Agassi Stuns Baghdatis, U.S. Open Crowd Again
September 1st, 2006 by Michael StephensHe did it again. It took five sets, 3 hours 48 minutes, and a ton of physical and mental anguish, but Andre Agassi got it done. In a match he had wrapped up in the third and fourth sets, then appeared to have let slip away in the fifth, Agassi prevailed through sheer will.
He won because he would not let Marcus Baghdatis beat him. Because his body was the less weakened of the two, and because the New York crowd would not allow this legend to go quietly into the morning. Agassi had to prevail in this match somehow. He just had to.
He did, prolonging his career at least two more days, and one more match. The score of Agassi’s epic win over eighth-seeded Marcos Baghdatis in the second round of the U.S. Open last night reads 6-4, 6-4, 3-6, 5-7, 7-5, although that doesn’t begin to tell the whole story.
Neither does what follows below, but here’s a quick rundown of the sequence of events transpiring at Arthur Ashe Stadium, August 31-September 1…
- Agassi takes the first set, 6-4, aided by a lengthy point in the eighth game in which Baghdatis took a spill and hurt his left wrist.
- Playing his prototypical game, using clean and efficient groundstrokes and just enough first serves Agassi conserves energy and rolls to another 6-4 set. John McEnroe uses both “tight” and “loose” to negatively describe Baghdatis, who is obviously off his game, either playing tentatively or going for way too much.
- Andre has a break point at 3-3 in the third set, prompting McEnroe and his announcing counterpart, Ted Robinson, to discuss how he was about to finish the Cyprus native off in an hour and a half.
- Baghdatis holds serve, then capitalizes on a rare weak service game from Agassi to break for a 5-3 advantage. He serves out the set handily and is right back in this thing. We learn that a person from Cyprus is called a “Cypriot!” Who knew?
- While he overcame whatever mental bloc afflicted him earlier, Baghdatis can’t stop spraying the ball. Clusters of unforced errors land him in an 0-4 hole to start the fourth set, as Agassi fans prematurely celebrate a second time.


- _About this exercise_:
Every line in the records below with the string "dots" is to be copied out.

(Figure record extracts)
BEGIN
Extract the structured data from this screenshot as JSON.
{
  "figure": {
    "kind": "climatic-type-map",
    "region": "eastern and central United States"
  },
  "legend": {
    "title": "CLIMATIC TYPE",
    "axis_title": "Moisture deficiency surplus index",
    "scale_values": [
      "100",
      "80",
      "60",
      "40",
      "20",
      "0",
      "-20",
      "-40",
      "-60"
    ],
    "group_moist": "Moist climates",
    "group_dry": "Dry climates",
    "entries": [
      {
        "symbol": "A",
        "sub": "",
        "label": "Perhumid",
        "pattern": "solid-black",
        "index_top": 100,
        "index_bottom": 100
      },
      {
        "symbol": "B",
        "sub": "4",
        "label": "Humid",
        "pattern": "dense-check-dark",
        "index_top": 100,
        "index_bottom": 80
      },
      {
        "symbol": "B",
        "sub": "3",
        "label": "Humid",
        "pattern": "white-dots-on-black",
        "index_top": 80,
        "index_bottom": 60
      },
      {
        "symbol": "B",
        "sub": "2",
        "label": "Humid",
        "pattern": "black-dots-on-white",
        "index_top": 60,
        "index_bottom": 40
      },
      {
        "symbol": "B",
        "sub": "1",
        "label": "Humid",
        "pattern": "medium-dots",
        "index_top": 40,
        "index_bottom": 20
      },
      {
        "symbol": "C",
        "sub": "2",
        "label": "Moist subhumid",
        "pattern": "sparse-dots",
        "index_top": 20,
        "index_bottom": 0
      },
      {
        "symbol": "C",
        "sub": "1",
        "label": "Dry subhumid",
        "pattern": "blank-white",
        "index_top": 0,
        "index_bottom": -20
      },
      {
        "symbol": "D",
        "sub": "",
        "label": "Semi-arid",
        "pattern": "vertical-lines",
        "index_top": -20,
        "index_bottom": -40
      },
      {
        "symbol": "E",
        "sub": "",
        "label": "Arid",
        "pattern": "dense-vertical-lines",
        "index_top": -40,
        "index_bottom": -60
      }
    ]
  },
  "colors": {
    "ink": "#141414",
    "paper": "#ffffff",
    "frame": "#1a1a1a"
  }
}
END
BEGIN
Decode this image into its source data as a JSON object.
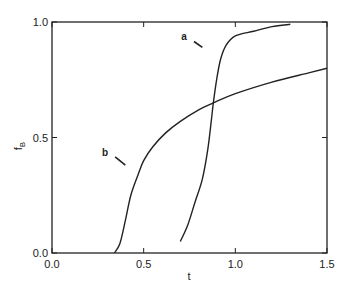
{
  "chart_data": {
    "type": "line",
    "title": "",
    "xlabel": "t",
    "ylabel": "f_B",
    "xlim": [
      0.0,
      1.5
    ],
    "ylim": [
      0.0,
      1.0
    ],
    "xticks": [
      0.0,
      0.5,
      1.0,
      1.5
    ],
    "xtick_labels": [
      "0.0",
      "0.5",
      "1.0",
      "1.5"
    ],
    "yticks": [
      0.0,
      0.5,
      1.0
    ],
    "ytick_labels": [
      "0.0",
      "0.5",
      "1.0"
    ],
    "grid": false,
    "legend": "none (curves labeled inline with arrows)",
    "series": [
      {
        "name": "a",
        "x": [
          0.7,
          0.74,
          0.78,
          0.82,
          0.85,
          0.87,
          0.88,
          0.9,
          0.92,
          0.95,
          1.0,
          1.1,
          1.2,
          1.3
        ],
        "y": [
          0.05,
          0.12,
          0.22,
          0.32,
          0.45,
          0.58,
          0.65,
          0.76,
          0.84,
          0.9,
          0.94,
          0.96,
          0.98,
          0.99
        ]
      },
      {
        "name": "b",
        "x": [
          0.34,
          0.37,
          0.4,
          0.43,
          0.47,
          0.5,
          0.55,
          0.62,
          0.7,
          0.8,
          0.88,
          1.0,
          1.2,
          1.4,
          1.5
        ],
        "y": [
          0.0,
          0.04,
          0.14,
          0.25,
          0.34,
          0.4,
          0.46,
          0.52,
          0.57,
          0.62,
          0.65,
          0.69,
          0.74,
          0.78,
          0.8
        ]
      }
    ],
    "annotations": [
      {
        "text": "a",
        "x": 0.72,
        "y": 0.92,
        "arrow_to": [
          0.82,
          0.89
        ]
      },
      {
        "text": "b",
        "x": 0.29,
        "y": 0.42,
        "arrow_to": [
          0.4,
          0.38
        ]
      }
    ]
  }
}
END
- _Response box_:
        "pattern": "white-dots-on-black",
        "pattern": "black-dots-on-white",
        "pattern": "medium-dots",
        "pattern": "sparse-dots",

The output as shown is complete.